In 1950, during a lunch break in Los Alamos, Enrico Fermi He posed a question that remains unanswered to this day: "Where is everyone?" If the universe is teeming with stars and planets, if mathematics tells us we should be surrounded by alien civilizations, why haven't we received a single message? Seventy-five years later, a NASA astrophysicist proposes a solution to the paradox that bears the Italian physicist's name. Robin Corbet works at Goddard Space Flight Center and his hypothesis is as simple as it is destabilizing: Where are the aliens? They exist, but they're stuck at more or less the same technological level as us.No spaceships traveling at the speed of light, no megastructures circling stars. Just civilizations that reached a plateau and then stopped searching.
Where are the aliens? "Radical banality" as a solution
Corbet's paper, published on arXiv in September 2025, is titled “A less terrifying universe?” and introduces the concept of “radical mundanity”, the radical banality. The idea is that the Milky Way contains a modest number of extraterrestrial civilizations, none of which have reached sufficient technological levels to perform large-scale engineering or leave remotely detectable traces.
“It's a bit like having an iPhone 42 instead of an iPhone 17,” Corbet explains to Guardian. “They are more advanced, but not much more advanced. They don't have faster-than-light travel, they don't have machines based on dark energy or black holes. They are not exploiting new laws of physics.”
According to this hypothesis, alien civilizations are following the same evolutionary path we are. They develop increasingly sophisticated technologies, send robotic probes to explore nearby systems, and perhaps receive some interesting data. And then they stop. Not because of catastrophe or self-destruction, but simply because there's a sort of natural limit to technological development. The question "where are the aliens" finds its answer in an energetic and evolutionary plateau that no civilization can overcome..
The Fermi Paradox and the Drake Equation
Il Fermi's paradox It arises from a seemingly simple calculation. TheDrake equation, formulated in 1961, estimates the number of communicating civilizations in the Milky Way by multiplying various factors: star formation rate, fraction of stars with planets, number of habitable planets, probability of intelligent life developing, and so on. Even with conservative estimates, the result suggests that there should be hundreds, perhaps thousands of civilizations capable of communicating by radio. Yet the SETI project, active for over sixty years, has never received an unmistakable signal.
Various explanations have been proposed over time. Perhaps we are alone in the universe. Perhaps civilizations self-destruct before achieving interstellar communication. Perhaps we are in a "galactic zoo" and are being observed without being contacted. Perhaps the aliens are so advanced that they have become unrecognizable. But all these hypotheses require extreme circumstances. Corbet instead proposes the most banal solution: where are the aliens? They exist, but they are as technologically limited as we are..

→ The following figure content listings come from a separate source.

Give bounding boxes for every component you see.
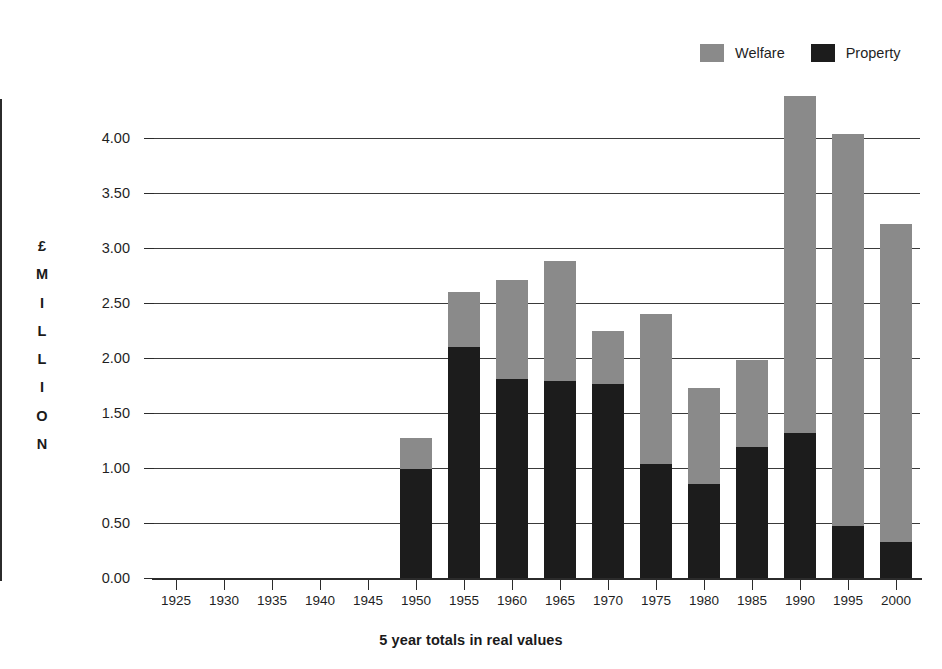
bar-1950[interactable] [400, 438, 432, 578]
bar-1975[interactable] [640, 314, 672, 578]
bar-1995[interactable] [832, 134, 864, 578]
bar-segment-welfare[interactable] [880, 224, 912, 542]
bar-1985[interactable] [736, 360, 768, 578]
bar-segment-welfare[interactable] [784, 96, 816, 433]
x-axis-tick-label: 1950 [401, 594, 431, 608]
x-axis-tick [224, 579, 225, 590]
x-axis-tick [416, 579, 417, 590]
bar-segment-welfare[interactable] [400, 438, 432, 469]
x-axis-tick [656, 579, 657, 590]
chart-legend: Welfare Property [700, 44, 901, 62]
bar-segment-property[interactable] [640, 464, 672, 578]
y-axis-title-char: N [22, 430, 62, 458]
y-axis-title-char: M [22, 260, 62, 288]
bar-segment-welfare[interactable] [688, 388, 720, 485]
x-axis-tick-label: 1995 [833, 594, 863, 608]
y-axis-tick-label: 3.00 [74, 241, 130, 256]
bar-segment-property[interactable] [448, 347, 480, 578]
bar-1980[interactable] [688, 388, 720, 578]
bar-segment-welfare[interactable] [832, 134, 864, 527]
y-axis-tick [144, 138, 154, 139]
y-axis-tick [144, 248, 154, 249]
x-axis-tick [176, 579, 177, 590]
bar-segment-property[interactable] [400, 469, 432, 578]
y-axis-tick-label: 0.00 [74, 571, 130, 586]
x-axis-line [152, 578, 922, 580]
bar-2000[interactable] [880, 224, 912, 578]
bar-1990[interactable] [784, 96, 816, 578]
bar-segment-property[interactable] [736, 447, 768, 578]
y-axis-title-char: O [22, 402, 62, 430]
chart-canvas: Welfare Property £ M I L L I O N 0.000.5… [0, 0, 942, 669]
y-axis-tick-label: 0.50 [74, 516, 130, 531]
y-axis-tick [144, 193, 154, 194]
bar-segment-property[interactable] [880, 542, 912, 578]
bar-1970[interactable] [592, 331, 624, 579]
bar-segment-welfare[interactable] [592, 331, 624, 385]
y-axis-title-char: L [22, 345, 62, 373]
legend-label-property: Property [846, 46, 901, 61]
bar-segment-welfare[interactable] [736, 360, 768, 447]
bar-segment-property[interactable] [592, 384, 624, 578]
x-axis-tick-label: 1965 [545, 594, 575, 608]
x-axis-tick [704, 579, 705, 590]
bar-segment-welfare[interactable] [496, 280, 528, 379]
y-axis-title-char: L [22, 317, 62, 345]
y-axis-title-char: I [22, 373, 62, 401]
y-axis-title-char: £ [22, 232, 62, 260]
x-axis-tick [464, 579, 465, 590]
x-axis-tick-label: 1980 [689, 594, 719, 608]
legend-label-welfare: Welfare [735, 46, 785, 61]
x-axis-tick-label: 1935 [257, 594, 287, 608]
bar-1960[interactable] [496, 280, 528, 578]
x-axis-tick [608, 579, 609, 590]
bar-1955[interactable] [448, 292, 480, 578]
x-axis-tick [752, 579, 753, 590]
y-axis-tick-label: 2.00 [74, 351, 130, 366]
bar-segment-welfare[interactable] [544, 261, 576, 381]
x-axis-tick-label: 1925 [161, 594, 191, 608]
bar-segment-property[interactable] [544, 381, 576, 578]
x-axis-tick-label: 1940 [305, 594, 335, 608]
legend-item-welfare: Welfare [700, 44, 785, 62]
y-axis-labels: 0.000.501.001.502.002.503.003.504.00 [74, 0, 130, 669]
bar-segment-property[interactable] [832, 526, 864, 578]
y-axis-line [0, 99, 2, 581]
y-axis-tick [144, 303, 154, 304]
y-axis-title-char: I [22, 289, 62, 317]
legend-item-property: Property [811, 44, 901, 62]
bar-segment-welfare[interactable] [640, 314, 672, 464]
bar-segment-property[interactable] [688, 484, 720, 578]
y-axis-tick [144, 358, 154, 359]
x-axis-tick-label: 1930 [209, 594, 239, 608]
y-axis-tick-label: 4.00 [74, 131, 130, 146]
x-axis-tick [512, 579, 513, 590]
x-axis-title: 5 year totals in real values [0, 632, 942, 648]
x-axis-tick-label: 1945 [353, 594, 383, 608]
y-axis-tick-label: 1.00 [74, 461, 130, 476]
bar-1965[interactable] [544, 261, 576, 578]
x-axis-tick [320, 579, 321, 590]
y-axis-tick-label: 3.50 [74, 186, 130, 201]
y-axis-tick [144, 468, 154, 469]
x-axis-tick-label: 1985 [737, 594, 767, 608]
bar-segment-property[interactable] [784, 433, 816, 578]
x-axis-tick-label: 1990 [785, 594, 815, 608]
x-axis-tick [848, 579, 849, 590]
bar-segment-property[interactable] [496, 379, 528, 578]
legend-swatch-welfare [700, 44, 724, 62]
bar-segment-welfare[interactable] [448, 292, 480, 347]
x-axis-tick [800, 579, 801, 590]
x-axis-tick-label: 1970 [593, 594, 623, 608]
y-axis-title: £ M I L L I O N [22, 232, 62, 458]
x-axis-tick-label: 1960 [497, 594, 527, 608]
x-axis-tick-label: 2000 [881, 594, 911, 608]
x-axis-tick [368, 579, 369, 590]
x-axis-tick [896, 579, 897, 590]
y-axis-tick [144, 578, 154, 579]
y-axis-tick [144, 523, 154, 524]
y-axis-tick-label: 1.50 [74, 406, 130, 421]
legend-swatch-property [811, 44, 835, 62]
y-axis-tick-label: 2.50 [74, 296, 130, 311]
x-axis-tick [272, 579, 273, 590]
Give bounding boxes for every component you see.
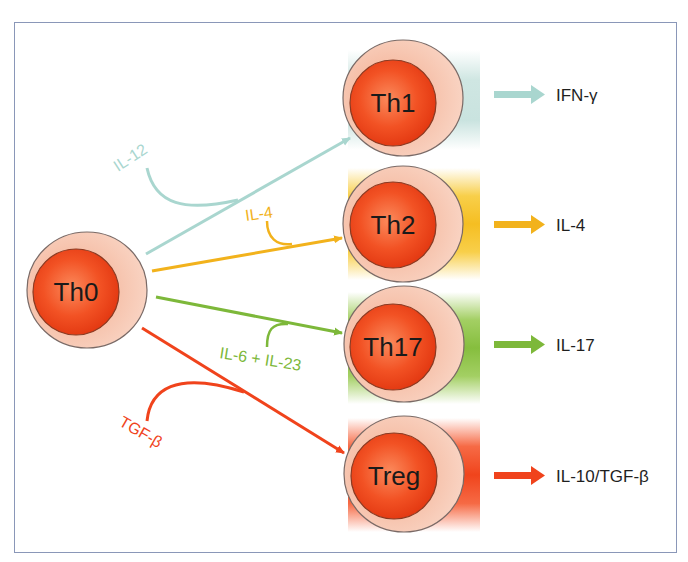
product-label-th17: IL-17 [556,336,595,355]
cell-label-th0: Th0 [54,277,99,307]
arrow-th0-to-th17 [156,297,342,347]
cell-label-th1: Th1 [371,88,416,118]
arrow-th0-to-th1 [146,138,350,254]
product-label-th2: IL-4 [556,216,585,235]
output-arrow-th2 [494,215,545,234]
arrow-th0-to-th2 [152,221,342,271]
differentiation-diagram: IL-12 IL-4 IL-6 + IL-23 TGF-β Th0 Th1 Th… [0,0,688,562]
inducer-label-tgfb: TGF-β [117,413,166,451]
cell-th2[interactable]: Th2 [343,166,463,282]
cell-label-th17: Th17 [363,332,422,362]
cell-treg[interactable]: Treg [344,416,464,532]
cell-th17[interactable]: Th17 [344,286,464,402]
inducer-label-il6-il23: IL-6 + IL-23 [219,344,303,374]
output-arrow-th1 [494,85,545,104]
cell-th1[interactable]: Th1 [343,40,463,156]
cell-th0[interactable]: Th0 [27,232,147,348]
product-label-th1: IFN-γ [556,86,598,105]
inducer-label-il12: IL-12 [110,140,150,174]
output-arrow-th17 [494,335,545,354]
inducer-label-il4: IL-4 [244,203,274,224]
cell-label-treg: Treg [368,461,421,491]
product-label-treg: IL-10/TGF-β [556,467,649,486]
output-arrow-treg [494,466,545,485]
cell-label-th2: Th2 [371,210,416,240]
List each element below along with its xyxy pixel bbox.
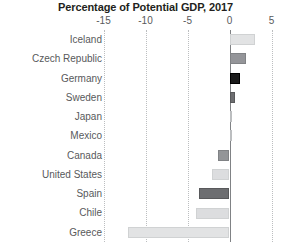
bar-czech-republic — [230, 53, 247, 64]
category-label-iceland: Iceland — [0, 30, 102, 49]
bar-canada — [218, 150, 230, 161]
chart-row: Greece — [0, 223, 291, 242]
category-label-czech-republic: Czech Republic — [0, 49, 102, 68]
chart-row: Sweden — [0, 88, 291, 107]
x-tick-label-neg15: -15 — [91, 15, 117, 26]
bar-chile — [196, 208, 230, 219]
bar-germany — [230, 73, 240, 84]
chart-row: Spain — [0, 184, 291, 203]
x-tick-label-5: 5 — [259, 15, 285, 26]
chart-row: Chile — [0, 203, 291, 222]
category-label-greece: Greece — [0, 223, 102, 242]
category-label-united-states: United States — [0, 165, 102, 184]
bar-greece — [128, 227, 230, 238]
bar-japan — [230, 111, 232, 122]
category-label-japan: Japan — [0, 107, 102, 126]
category-label-sweden: Sweden — [0, 88, 102, 107]
category-label-mexico: Mexico — [0, 126, 102, 145]
chart-container: Percentage of Potential GDP, 2017 -15-10… — [0, 0, 291, 242]
category-label-chile: Chile — [0, 203, 102, 222]
plot-area: IcelandCzech RepublicGermanySwedenJapanM… — [0, 30, 291, 242]
chart-title: Percentage of Potential GDP, 2017 — [0, 1, 291, 13]
category-label-spain: Spain — [0, 184, 102, 203]
chart-row: Iceland — [0, 30, 291, 49]
chart-row: Canada — [0, 146, 291, 165]
bar-united-states — [212, 169, 230, 180]
x-tick-label-0: 0 — [217, 15, 243, 26]
bar-spain — [199, 188, 229, 199]
chart-row: Germany — [0, 69, 291, 88]
bar-mexico — [230, 130, 232, 141]
category-label-canada: Canada — [0, 146, 102, 165]
x-tick-label-neg5: -5 — [175, 15, 201, 26]
bar-sweden — [230, 92, 236, 103]
chart-row: Mexico — [0, 126, 291, 145]
chart-row: United States — [0, 165, 291, 184]
chart-row: Japan — [0, 107, 291, 126]
category-label-germany: Germany — [0, 69, 102, 88]
bar-iceland — [230, 34, 255, 45]
chart-row: Czech Republic — [0, 49, 291, 68]
x-tick-label-neg10: -10 — [133, 15, 159, 26]
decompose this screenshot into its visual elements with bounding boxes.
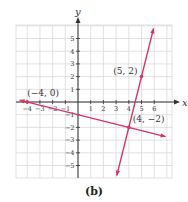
x-tick-label: 4: [127, 105, 131, 113]
x-tick-label: 1: [89, 105, 93, 113]
y-tick-label: −5: [65, 162, 75, 170]
y-tick-label: 1: [70, 86, 74, 94]
point-label: (4, −2): [133, 114, 165, 124]
y-tick-label: 4: [70, 48, 74, 56]
x-tick-label: 2: [101, 105, 105, 113]
x-tick-label: 3: [114, 105, 118, 113]
x-axis-arrow-icon: [174, 100, 180, 105]
y-tick-label: 5: [70, 35, 74, 43]
y-tick-label: −3: [65, 136, 75, 144]
x-tick-label: 6: [152, 105, 156, 113]
x-tick-label: 5: [139, 105, 143, 113]
y-tick-label: −2: [65, 124, 75, 132]
x-axis-label: x: [182, 97, 188, 108]
coordinate-plane: xy−4−3−2−112345654321−1−2−3−4−5 (−4, 0)(…: [0, 0, 188, 202]
y-tick-label: −4: [65, 149, 75, 157]
point-label: (5, 2): [113, 66, 137, 76]
data-point: [25, 100, 29, 104]
y-axis-label: y: [74, 6, 81, 17]
figure-caption: (b): [0, 185, 188, 198]
y-axis-arrow-icon: [76, 17, 81, 23]
point-label: (−4, 0): [27, 88, 59, 98]
data-point: [140, 75, 144, 79]
x-tick-label: −4: [22, 105, 32, 113]
data-point: [127, 126, 131, 130]
y-tick-label: 2: [70, 73, 74, 81]
y-tick-label: 3: [70, 60, 74, 68]
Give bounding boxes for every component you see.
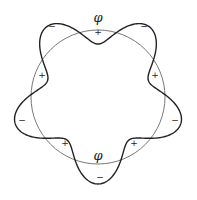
wave-diagram: φφ −+−++−−++− — [0, 0, 197, 200]
phi-label: φ — [93, 10, 103, 25]
plus-sign-label: + — [94, 27, 102, 37]
minus-sign-label: − — [48, 21, 56, 31]
plus-sign-label: + — [151, 70, 159, 80]
phi-label: φ — [93, 148, 103, 163]
plus-sign-label: + — [38, 70, 46, 80]
minus-sign-label: − — [18, 115, 26, 125]
plus-sign-label: + — [130, 138, 138, 148]
minus-sign-label: − — [171, 115, 179, 125]
plus-sign-label: + — [61, 138, 69, 148]
reference-circle — [31, 30, 165, 164]
minus-sign-label: − — [96, 172, 104, 182]
minus-sign-label: − — [140, 21, 148, 31]
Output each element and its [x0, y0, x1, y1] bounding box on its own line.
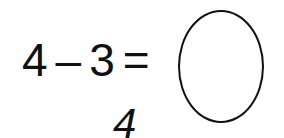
- operand-1: 4: [22, 37, 50, 83]
- minus-operator: –: [56, 37, 84, 83]
- operand-2: 3: [89, 37, 117, 83]
- equals-sign: =: [123, 37, 152, 83]
- handwritten-answer: 4: [113, 103, 136, 138]
- math-equation: 4–3=: [22, 37, 158, 83]
- answer-oval[interactable]: [178, 10, 264, 123]
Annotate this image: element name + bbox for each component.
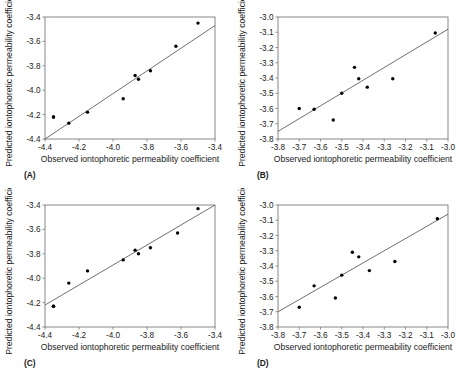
x-tick-label: -3.5 (335, 331, 350, 340)
panel-label: (A) (24, 170, 36, 180)
x-tick-label: -4.4 (38, 143, 53, 152)
y-tick-label: -3.7 (259, 120, 274, 129)
data-point (137, 252, 140, 255)
x-tick-label: -3.6 (174, 143, 189, 152)
data-point (133, 248, 136, 251)
x-axis-title: Observed iontophoretic permeability coef… (41, 342, 220, 352)
x-tick-label: -3.2 (398, 143, 413, 152)
data-point (86, 110, 89, 113)
x-tick-label: -3.4 (356, 331, 371, 340)
x-tick-label: -3.8 (271, 331, 286, 340)
y-tick-label: -3.3 (259, 59, 274, 68)
x-tick-label: -3.0 (441, 331, 456, 340)
y-tick-label: -4.0 (26, 274, 41, 283)
y-axis-title: Predicted iontophoretic permeability coe… (237, 0, 247, 167)
x-tick-label: -3.5 (335, 143, 350, 152)
data-point (312, 108, 315, 111)
x-tick-label: -3.4 (208, 143, 223, 152)
x-tick-label: -3.6 (313, 143, 328, 152)
y-tick-label: -3.4 (26, 13, 41, 22)
plot-frame (278, 205, 448, 327)
y-tick-label: -3.0 (259, 13, 274, 22)
data-point (353, 66, 356, 69)
x-tick-label: -3.7 (292, 331, 307, 340)
x-tick-label: -3.2 (398, 331, 413, 340)
data-point (340, 92, 343, 95)
x-axis-title: Observed iontophoretic permeability coef… (274, 342, 453, 352)
y-tick-label: -3.4 (259, 262, 274, 271)
y-axis-title: Predicted iontophoretic permeability coe… (237, 188, 247, 355)
panel-label: (C) (24, 358, 36, 368)
data-point (137, 78, 140, 81)
y-tick-label: -4.2 (26, 111, 41, 120)
x-tick-label: -3.4 (356, 143, 371, 152)
data-point (122, 97, 125, 100)
data-point (52, 115, 55, 118)
data-point (67, 121, 70, 124)
y-tick-label: -3.3 (259, 247, 274, 256)
regression-line (278, 29, 448, 131)
x-tick-label: -3.4 (208, 331, 223, 340)
data-point (368, 269, 371, 272)
x-tick-label: -4.0 (106, 143, 121, 152)
panel-d: -3.8-3.7-3.6-3.5-3.4-3.3-3.2-3.1-3.0-3.0… (233, 188, 466, 376)
y-tick-label: -3.6 (259, 293, 274, 302)
data-point (366, 85, 369, 88)
y-tick-label: -4.4 (26, 323, 41, 332)
data-point (351, 251, 354, 254)
x-tick-label: -4.4 (38, 331, 53, 340)
plot-c: -4.4-4.2-4.0-3.8-3.6-3.4-3.4-3.6-3.8-4.0… (0, 188, 233, 376)
data-point (332, 118, 335, 121)
x-axis-title: Observed iontophoretic permeability coef… (41, 154, 220, 164)
y-tick-label: -3.6 (259, 105, 274, 114)
data-point (391, 77, 394, 80)
x-tick-label: -4.2 (72, 143, 87, 152)
data-point (196, 207, 199, 210)
figure-scatter-panels: -4.4-4.2-4.0-3.8-3.6-3.4-3.4-3.6-3.8-4.0… (0, 0, 466, 376)
y-tick-label: -3.6 (26, 225, 41, 234)
data-point (67, 281, 70, 284)
y-tick-label: -3.6 (26, 37, 41, 46)
data-point (52, 305, 55, 308)
x-tick-label: -3.6 (174, 331, 189, 340)
panel-label: (D) (257, 358, 269, 368)
y-tick-label: -3.5 (259, 89, 274, 98)
data-point (149, 246, 152, 249)
y-tick-label: -3.0 (259, 201, 274, 210)
panel-label: (B) (257, 170, 269, 180)
y-tick-label: -3.8 (26, 62, 41, 71)
x-tick-label: -3.8 (140, 331, 155, 340)
y-axis-title: Predicted iontophoretic permeability coe… (4, 188, 14, 355)
y-tick-label: -3.2 (259, 232, 274, 241)
plot-frame (278, 17, 448, 139)
regression-line (45, 26, 215, 139)
plot-frame (45, 17, 215, 139)
data-point (176, 231, 179, 234)
x-tick-label: -3.8 (271, 143, 286, 152)
panel-c: -4.4-4.2-4.0-3.8-3.6-3.4-3.4-3.6-3.8-4.0… (0, 188, 233, 376)
x-tick-label: -3.3 (377, 143, 392, 152)
y-tick-label: -3.4 (259, 74, 274, 83)
data-point (434, 31, 437, 34)
data-point (174, 45, 177, 48)
y-tick-label: -3.1 (259, 28, 274, 37)
data-point (196, 21, 199, 24)
y-tick-label: -3.8 (259, 135, 274, 144)
data-point (298, 107, 301, 110)
data-point (357, 77, 360, 80)
x-tick-label: -3.7 (292, 143, 307, 152)
x-tick-label: -3.8 (140, 143, 155, 152)
y-axis-title: Predicted iontophoretic permeability coe… (4, 0, 14, 167)
regression-line (278, 214, 448, 312)
y-tick-label: -3.1 (259, 216, 274, 225)
x-tick-label: -4.2 (72, 331, 87, 340)
panel-b: -3.8-3.7-3.6-3.5-3.4-3.3-3.2-3.1-3.0-3.0… (233, 0, 466, 188)
plot-a: -4.4-4.2-4.0-3.8-3.6-3.4-3.4-3.6-3.8-4.0… (0, 0, 233, 188)
data-point (149, 69, 152, 72)
plot-b: -3.8-3.7-3.6-3.5-3.4-3.3-3.2-3.1-3.0-3.0… (233, 0, 466, 188)
x-tick-label: -3.6 (313, 331, 328, 340)
y-tick-label: -3.2 (259, 44, 274, 53)
y-tick-label: -3.8 (259, 323, 274, 332)
y-tick-label: -4.0 (26, 86, 41, 95)
y-tick-label: -4.4 (26, 135, 41, 144)
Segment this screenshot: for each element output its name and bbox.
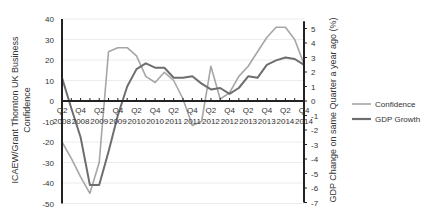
- x-tick-quarter: Q4: [261, 106, 272, 115]
- x-tick-year: 2011: [165, 117, 183, 126]
- x-tick-year: 2008: [72, 117, 90, 126]
- x-tick-quarter: Q4: [113, 106, 124, 115]
- left-tick-label: 40: [45, 15, 54, 24]
- x-tick-quarter: Q2: [168, 106, 179, 115]
- left-tick-label: -20: [42, 138, 54, 147]
- x-tick-quarter: Q4: [224, 106, 235, 115]
- x-tick-quarter: Q2: [94, 106, 105, 115]
- left-tick-label: -30: [42, 159, 54, 168]
- left-tick-label: 0: [50, 97, 55, 106]
- x-tick-year: 2009: [90, 117, 108, 126]
- x-tick-year: 2013: [258, 117, 276, 126]
- x-tick-year: 2009: [109, 117, 127, 126]
- legend-label: Confidence: [375, 100, 416, 109]
- right-tick-label: 5: [311, 25, 316, 34]
- x-tick-quarter: Q4: [75, 106, 86, 115]
- right-tick-label: 2: [311, 68, 316, 77]
- x-tick-quarter: Q4: [299, 106, 310, 115]
- right-axis-title: GDP Change on same Quarter a year ago (%…: [328, 18, 338, 203]
- x-tick-year: 2010: [128, 117, 146, 126]
- x-tick-year: 2014: [276, 117, 294, 126]
- x-tick-quarter: Q2: [57, 106, 68, 115]
- x-tick-year: 2013: [239, 117, 257, 126]
- x-tick-year: 2014: [295, 117, 313, 126]
- x-tick-quarter: Q2: [131, 106, 142, 115]
- right-tick-label: -7: [311, 199, 319, 208]
- right-tick-label: -5: [311, 170, 319, 179]
- left-axis-title: ICAEW/Grant Thornton UK Business: [10, 36, 20, 183]
- right-tick-label: -2: [311, 126, 319, 135]
- x-tick-quarter: Q2: [206, 106, 217, 115]
- left-tick-label: -40: [42, 179, 54, 188]
- axes: 403020100-10-20-30-40-50543210-1-2-3-4-5…: [42, 15, 318, 209]
- right-tick-label: -4: [311, 155, 319, 164]
- right-tick-label: -3: [311, 141, 319, 150]
- x-tick-quarter: Q2: [280, 106, 291, 115]
- left-tick-label: -50: [42, 200, 54, 209]
- right-tick-label: 4: [311, 39, 316, 48]
- left-tick-label: 30: [45, 36, 54, 45]
- x-tick-year: 2010: [146, 117, 164, 126]
- x-tick-year: 2012: [202, 117, 220, 126]
- x-tick-year: 2008: [53, 117, 71, 126]
- right-tick-label: 1: [311, 83, 316, 92]
- x-tick-quarter: Q4: [150, 106, 161, 115]
- left-axis-title-line2: Confidence: [22, 87, 32, 133]
- right-tick-label: -6: [311, 184, 319, 193]
- legend: ConfidenceGDP Growth: [352, 100, 420, 124]
- x-tick-year: 2012: [221, 117, 239, 126]
- left-tick-label: 20: [45, 56, 54, 65]
- x-tick-quarter: Q4: [187, 106, 198, 115]
- right-tick-label: 3: [311, 54, 316, 63]
- x-tick-year: 2011: [184, 117, 202, 126]
- legend-label: GDP Growth: [375, 115, 420, 124]
- right-tick-label: 0: [311, 97, 316, 106]
- x-tick-quarter: Q2: [243, 106, 254, 115]
- chart: 403020100-10-20-30-40-50543210-1-2-3-4-5…: [0, 0, 431, 221]
- left-tick-label: 10: [45, 77, 54, 86]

Where are the aliens? Maybe they've lost interest.
The radical banality hypothesis implies that no civilization in the galaxy colonizes a significant fraction of space, not even with robotic probes. None builds high-power radio beacons that last for millennia. After exploring nearby star systems and receiving uninteresting data, these civilizations gradually lose interest in cosmic exploration. As Corbet writes in his paper: “If there are numerous civilizations in the galaxy, Earth appears uninteresting among countless similar worlds.”
The theory has received mixed reactions from the scientific community. Michael Garrett, Director of Jodrell Bank Center for Astrophysics, appreciated the "fresh perspective" but raised doubts about its underlying assumptions. "It projects a very human apathy onto the rest of the cosmos," he commented. "I have a hard time believing that all intelligent life is so uniformly boring."
But perhaps that's precisely the point. Perhaps the galaxy isn't populated by stellar empires or transcendent civilizations. Perhaps it's filled with societies like our own: curious but limited, interested but cautious, advanced but not enough. As we we were talking about this a few months agoEarth has been unwittingly broadcasting its technological signature through civilian and military radar for over seventy years. If alien civilizations with radio telescopes similar to ours exist within 200 light-years, they may have already detected our signals. And perhaps they've decided we're not interesting enough.
A less terrifying universe
Corbet echoes a famous quote attributed to Arthur C. Clarke: “There are two possibilities: either we are alone in the universe or we are not. Both are equally terrifying.” The principle of radical banality proposes a third, less frightening way. We are not alone, but we are not destined to encounter superintelligent civilizations or become so ourselves. We live in a universe moderately populated by moderately advanced societies, all stuck at more or less the same technological level.
This perspective rules out apocalyptic scenarios like invasion by a malevolent civilization, but it also rules out the dream of joining a galactic community. We might one day establish contact, Corbet suggests, but only as "interstellar correspondents," not as friends visiting each other. And when that happens, we will follow the detailed protocol developed by the scientific community. But the event, however epochal, "could leave us slightly disappointed."
Maybe the galaxy is more boring than we imagine. Maybe the answer to the question "where are the aliens?" is simply: here, stuck on their planets like us, gazing at the stars without much desire (or strength) to actually go there.